Does this teen still possess the potential to be her smartest self? No one knows the answer; and while we would love the answer to be yes, all we can do is speculate. But we do have some clues. In the heyday of IQ tests, back in the 1940’s and the 1950’s, many interesting studies were conducted to see if “enrichment”—for example, providing “underprivileged” kids with books—would make a significant positive difference on IQ scores. The results? The IQ scores of the children who received no particular enrichment remained steady and the IQ scores of the children who received enrichment increased significantly. This is not proof positive that smartness can be upped or reclaimed—but it is encouraging.

It might seem that this isn’t exactly a challenge, since if a smart teen never discovers that he is smart, then he hasn’t been stressing about that or making himself ill about that and maybe he might even be considered lucky, since he won’t have to deal with the many pressing challenges we’ve been discussing. This might be a case of let sleeping dogs lie, mightn’t it? Except … that he probably has some suspicions. Lurking in a corner of consciousness is likely the bothersome wonder, “Is this really all I’m supposed to be thinking about? How to stock produce in a warehouse?”

Indeed, that exact wonder may be why you are reading this blog post. You may be reading it to see if you recognize yourself. My hunch is that you do. If you do, then you have your own smarts to reclaim. That sounds like a tall order—and of course it is. But it also has a ring to it, doesn’t it? “I believe that I’m actually smart—now, what do I do with that information?” What do you think?

 

For parents

 

It may not be your habit to say to your smart teen, “You know, you are really very smart.” That may go against some principle you hold about the virtue of not bragging. Maybe you fear you’ll give your teen a swelled head. Maybe your worry is that he will equate “smart” with “not needing to work hard at things” and become lazy. Maybe—yes, this can happen—you envy his smartness and, rather than acknowledging it, you find opportunities to put him down (“Well, that was pretty stupid!”). For all sorts of reasons, you may be refusing to acknowledge and honor that your child is smart—and as a result, he may not know that he is.

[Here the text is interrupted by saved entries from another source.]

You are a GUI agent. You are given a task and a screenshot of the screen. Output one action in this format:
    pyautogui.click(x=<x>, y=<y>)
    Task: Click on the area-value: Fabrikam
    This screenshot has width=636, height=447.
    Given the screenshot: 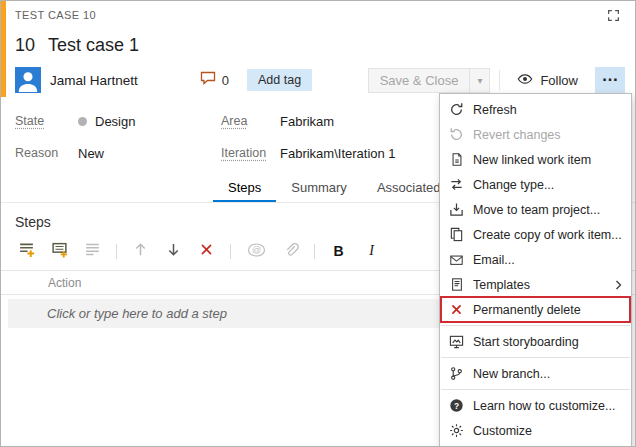 What is the action you would take?
    pyautogui.click(x=307, y=122)
    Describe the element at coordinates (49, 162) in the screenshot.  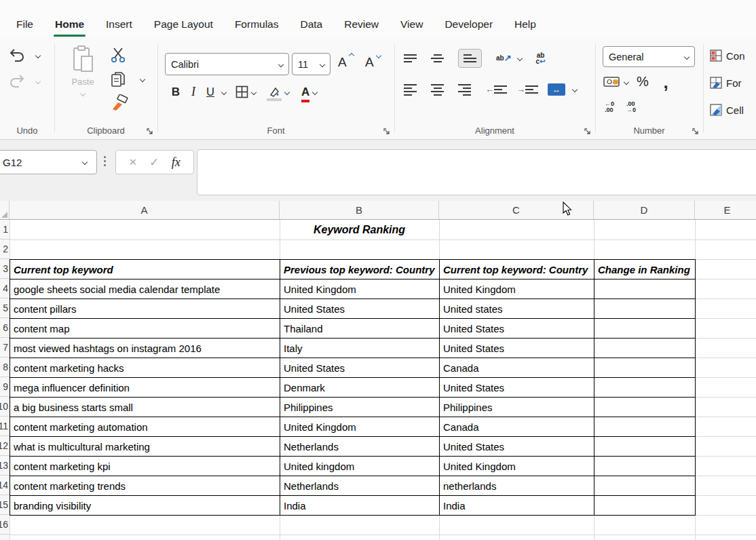
I see `name-box: G12` at that location.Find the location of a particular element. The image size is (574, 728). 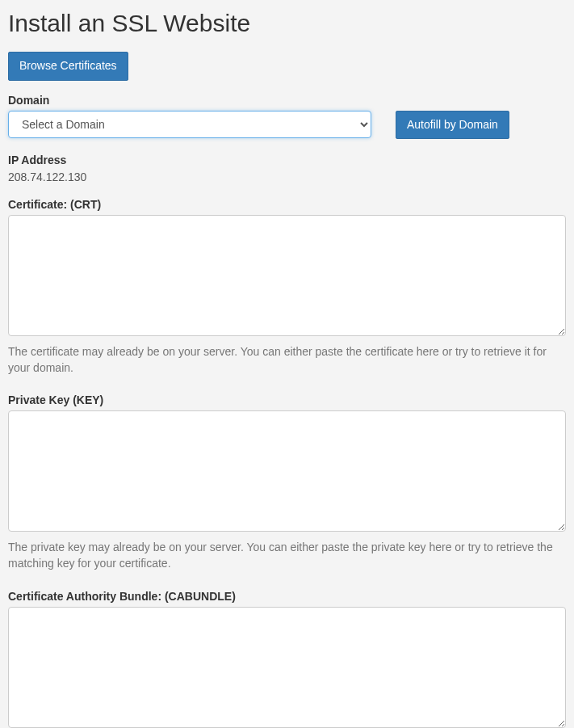

browse-certificates-button: Browse Certificates is located at coordinates (68, 66).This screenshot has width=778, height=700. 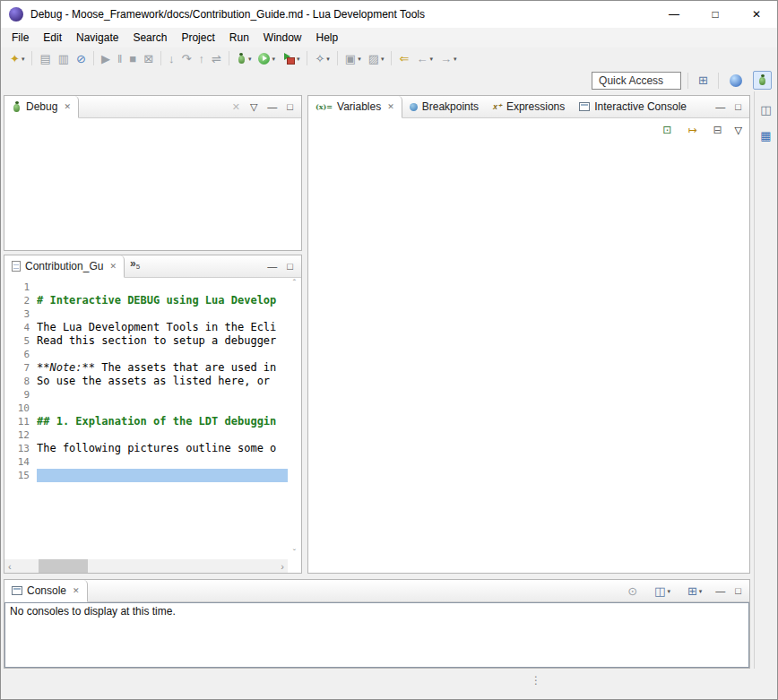 What do you see at coordinates (146, 341) in the screenshot?
I see `editor-line: 5Read this section to setup a debugger` at bounding box center [146, 341].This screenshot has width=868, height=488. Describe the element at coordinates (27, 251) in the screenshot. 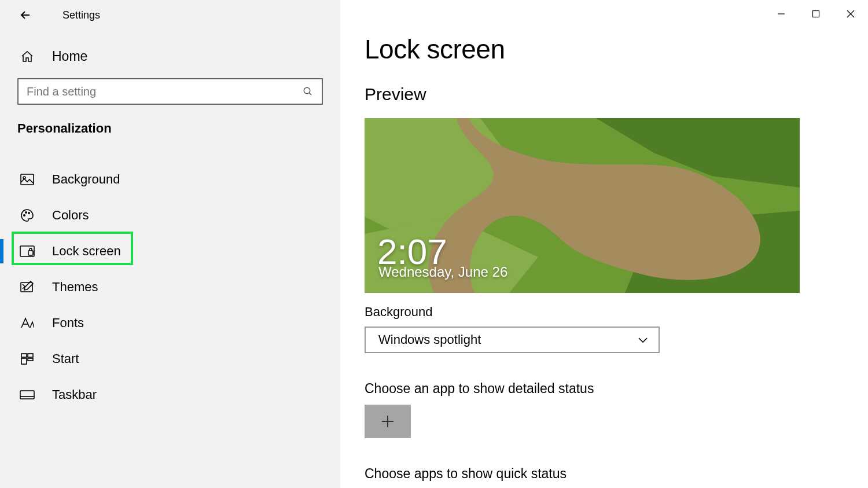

Do you want your child’s light to be hidden under a bushel? You may have your reasons for lobbying against intellectual pursuits, for holding smart people in contempt, for believing that thinking leads to doubt and that doubt is not acceptable. All I can do is ask you to reconsider. It isn’t so much that your child has a “gift” that ought to be nurtured. Rather, it’s that his heart is going hurt if he never becomes his full self. See if you can say those magic words: “You know, you are really very smart.” Wouldn’t it be lovely to see him smile?

 

For teens

 

If you suspect that you are smart but have never let yourself say that you are smart and have never let yourself do the sorts of things that would require intellectual power, this might be a lovely moment to no longer doubt your own inheritance and to step to the plate as a thinking person.

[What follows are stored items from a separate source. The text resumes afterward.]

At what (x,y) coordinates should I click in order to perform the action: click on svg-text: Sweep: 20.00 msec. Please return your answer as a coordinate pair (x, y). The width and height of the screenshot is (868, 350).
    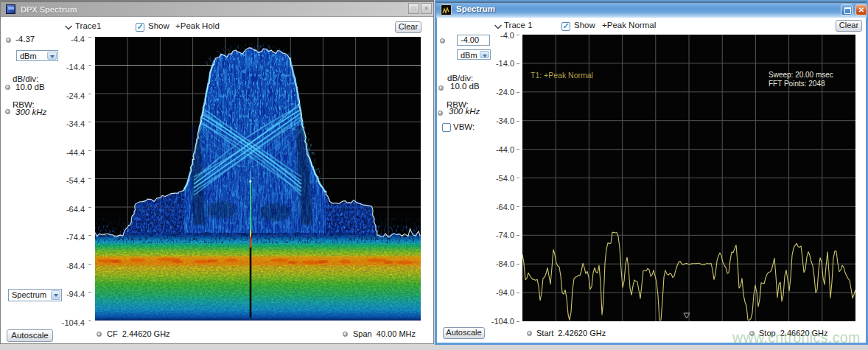
    Looking at the image, I should click on (801, 75).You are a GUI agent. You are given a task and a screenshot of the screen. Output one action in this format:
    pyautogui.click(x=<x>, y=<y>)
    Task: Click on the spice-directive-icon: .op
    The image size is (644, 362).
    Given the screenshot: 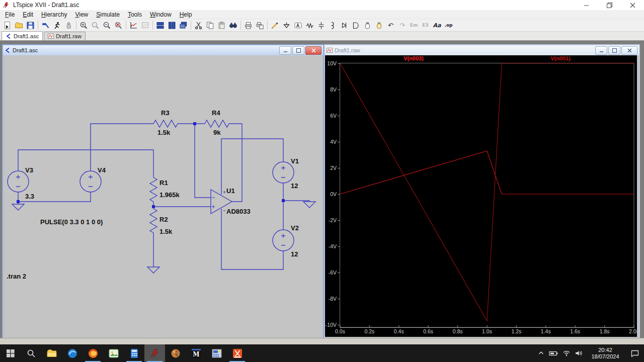 What is the action you would take?
    pyautogui.click(x=449, y=25)
    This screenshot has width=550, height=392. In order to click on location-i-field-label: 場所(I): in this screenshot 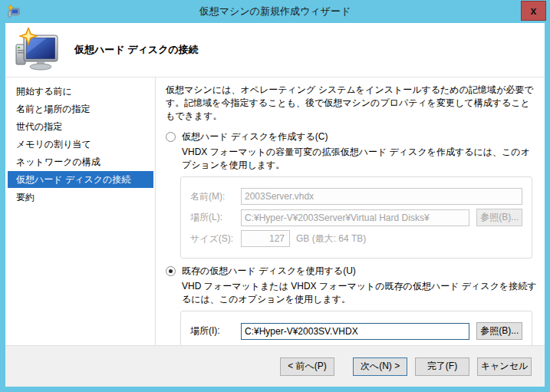, I will do `click(216, 331)`.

This attempt may confuse you. You may hear yourself say, “Okay, so what am I supposed to be smart about?” It may make you highly anxious. It may bring up sadness as you ponder how you missed the boat all these years, keeping your light hidden, not even knowing that you had a light to shine. Yes, this announcement is likely to bring difficulty, not ease. But it hasn’t been easy up till now, either, has it? Isn’t this the better difficulty, to embrace that you are smart and to live with the consequences?